North Macedonia conservatives on track for election victory
The victory of the right-wing VMRO-DPMNE party could complicate North Macedonia's aim to join the EU and affect relations with neighbors Bulgaria and Greece.
North Macedonia’s conservative party is set to return to power after seven years, scoring big wins in parliamentary and presidential elections on Wednesday.
The outcome is expected to further complicate North Macedonia’s longtime ambition of joining the European Union, as well as its relations with neighboring Bulgaria and Greece.
In parliamentary elections, the VMRO-DPMNE party gained 42.9 percent support with 87 percent of the votes counted, according to election commission results. The ruling SDSM socialists tumbled to just 14.9 percent of the vote. The conservatives may need to form a coalition to govern with a majority in the 120-seat parliament, however, as initial results had them on 59 MPs.

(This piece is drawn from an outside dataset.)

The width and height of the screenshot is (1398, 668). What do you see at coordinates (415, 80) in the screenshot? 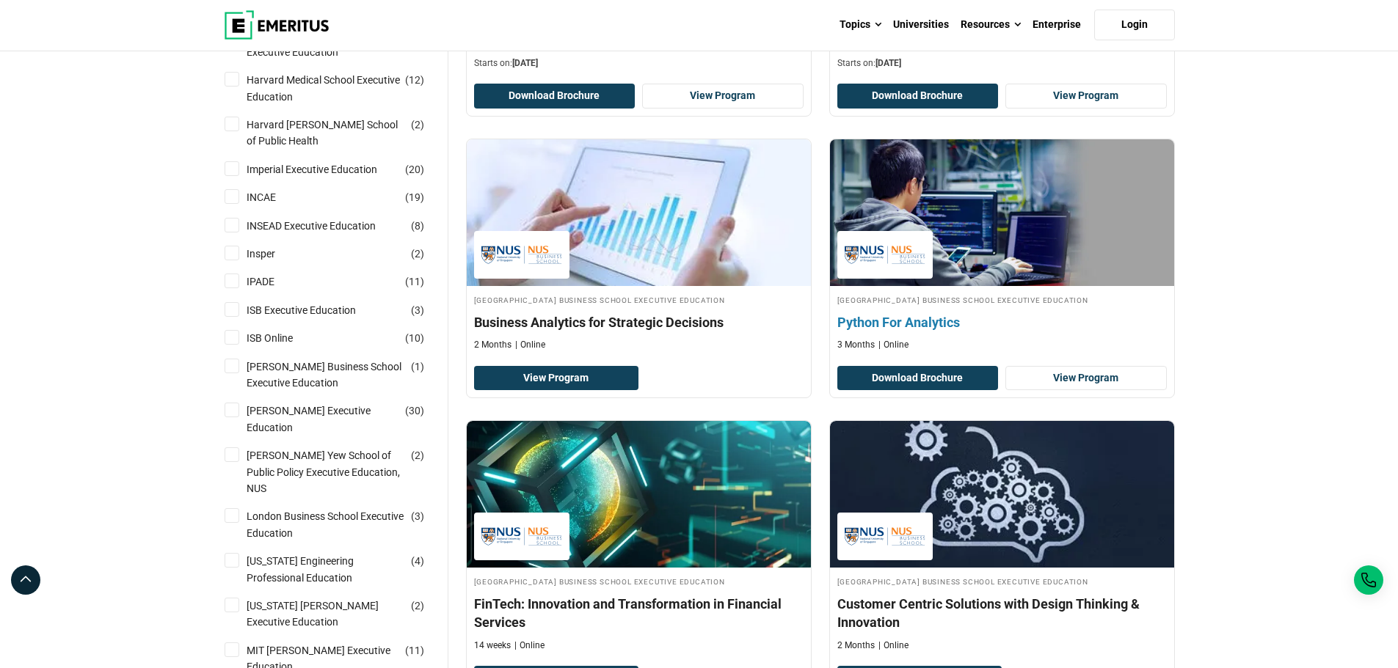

Meanwhile, VMRO-DPMNE candidate Gordana Siljanovska-Davkova will become the country’s first female president — a largely ceremonial position — having won 64.9 percent support with 87 percent of the votes counted, the results showed.
Voters in the tiny Balkan country of 2 million have expressed frustration with corruption, the slow pace of reform, and the sluggish advance of North Macedonia’s bid to join the European Union.
In 2018 the country reached a historic agreement, changing its name and constitution and ending a decades-long dispute with Greece. The deal allowed Skopje to join NATO in 2020; for the past two years, however, Bulgaria has blocked North Macedonia’s EU bid, demanding its constitution be amended to acknowledge the country’s Bulgarian minority.